The teacher noticed a small boy in the middle of the classroom whose hand had not gone up. Thinking the boy just had not understood the question, he asked him: "Why didn't you eat breakfast this morning?" And the boy replied, his face very serious: "It was not my turn."
So I have two proposals for you this evening - but first a warning. Maybe when you are 20 or 30 or 40 years old, you can afford to be callous. Young people are often cruel because they think that they are immortal. But once you get to be 40 years old or more, you can no longer afford to be insensitive because, if you do, it has an affect on your heart. It clogs the arteries and weakens your ability to be compassionate. How do I know? Look at Pharaoh and the story we recall this week. Pharaoh was a brutal, cruel, wicked man. He enslaved a whole People; he had infant children murdered. What was the result? The Torah says: "His heart became hardened." His heart became hardened to the point where, when he wanted to quit, even when he wanted to relent, he was not able to do so.
And that is what happens to our heart. If you abuse it long enough, if you are insensitive, uncaring, unfeeling, uninvolved, apathetic long enough, you become addicted and you can not quit.
So if you are 40 years of age or more, you cannot afford the damage that a lack of concern for justice does to your heart. Therefore, here is my proposal for this Social Justice Shabbat. I am going to make it very simple. First, figure out how much it would have cost you in dollars and cents if you had invited one poor person or one homeless person to your seder last Monday night. Forget about the bother, the stress and strain - how much would it have cost you to have invited one poor, hungry person to your seder on Monday night? If you do not know the exact figure, take a guess. Go home tonight and make out a check to MAZON for that amount. You can send it to the Temple, and we will forward it.

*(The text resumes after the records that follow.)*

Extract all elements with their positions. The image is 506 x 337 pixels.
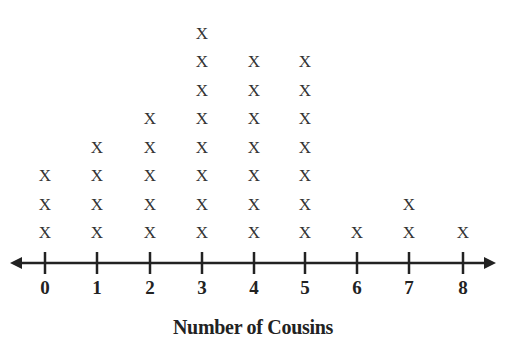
x-mark: X <box>87 139 107 156</box>
x-mark: X <box>192 53 212 70</box>
x-mark: X <box>192 82 212 99</box>
x-mark: X <box>347 224 367 241</box>
tick-label: 4 <box>249 277 259 299</box>
x-mark: X <box>453 224 473 241</box>
tick-label: 1 <box>92 277 102 299</box>
x-mark: X <box>140 110 160 127</box>
tick-label: 7 <box>404 277 414 299</box>
tick-label: 3 <box>197 277 207 299</box>
x-mark: X <box>295 82 315 99</box>
x-mark: X <box>244 167 264 184</box>
x-mark: X <box>192 167 212 184</box>
x-mark: X <box>244 224 264 241</box>
x-mark: X <box>87 167 107 184</box>
x-mark: X <box>295 139 315 156</box>
x-mark: X <box>140 224 160 241</box>
tick-label: 5 <box>300 277 310 299</box>
x-mark: X <box>295 110 315 127</box>
x-mark: X <box>140 167 160 184</box>
x-mark: X <box>295 167 315 184</box>
x-mark: X <box>399 196 419 213</box>
x-mark: X <box>295 53 315 70</box>
tick-label: 6 <box>352 277 362 299</box>
x-mark: X <box>140 196 160 213</box>
tick-label: 8 <box>458 277 468 299</box>
x-mark: X <box>35 196 55 213</box>
x-mark: X <box>87 224 107 241</box>
x-mark: X <box>140 139 160 156</box>
x-mark: X <box>399 224 419 241</box>
x-mark: X <box>295 196 315 213</box>
x-mark: X <box>87 196 107 213</box>
right-arrow-icon <box>484 257 496 269</box>
x-mark: X <box>35 224 55 241</box>
x-mark: X <box>244 82 264 99</box>
x-mark: X <box>244 139 264 156</box>
x-mark: X <box>192 25 212 42</box>
x-axis-title: Number of Cousins <box>0 316 506 337</box>
x-mark: X <box>192 139 212 156</box>
x-mark: X <box>192 196 212 213</box>
x-mark: X <box>244 110 264 127</box>
tick-label: 0 <box>40 277 50 299</box>
x-mark: X <box>192 224 212 241</box>
x-mark: X <box>244 196 264 213</box>
tick-label: 2 <box>145 277 155 299</box>
x-mark: X <box>295 224 315 241</box>
left-arrow-icon <box>10 257 22 269</box>
x-mark: X <box>192 110 212 127</box>
x-mark: X <box>35 167 55 184</box>
x-mark: X <box>244 53 264 70</box>
dot-plot: XXXXXXXXXXXXXXXXXXXXXXXXXXXXXXXXXXXXXX 0… <box>0 0 506 337</box>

Secondly, I want you to go into the Miller Auditorium at the end of this service and see what cause you want to devote a few hours to this month and next month and the month after. Do not tell yourself that you are too busy. Your fellow congregants are going to be staffing those tables. They can all tell you how busy they are, yet they find time to do it.
AARP membership eligibility begins at age 50 so, fellow senior citizens, let me read you a paragraph from Tulsa's The Vintage Newsmagazine.
"You're retired, a senior, with all the time in the world on your hands. Right? Not hardly. Like anyone, you have responsibilities and demands on your time. Buy volunteering is good for your health, both physical and mental. Study after study prove that seniors who volunteer for community service are happier and enjoy a greater quality of life than those who do not take on volunteer activities. And so many of the people who need an advocate, a friend, a helping hand are seniors themselves. Nursing home residents who would never have a visitor were it not for seniors who drop in for a visit - and to make sure things are running smoothly. Children who don't know or don't have grandparents but who have foster grandparents who love and mentor them, helping them learn to make healthy life decisions." (Susan Lively)
Those are not altruistic projects being publicized in the next room, they are exercises for your Jewish heart. At this stage in our lives, friends, all of us need to do whatever we can to keep our Jewish hearts in shape.
America needs Jews who have Jewish hearts. Should we, need we, care for those who are hurting, those who are hungry, those who are lonely? Isn't their concern our concern? Our answer depends on whether we have a healthy Jewish heart or not.
Inspiration for this message came from the writings of Rabbis Jack Riemer and Mitchell Wohlberg.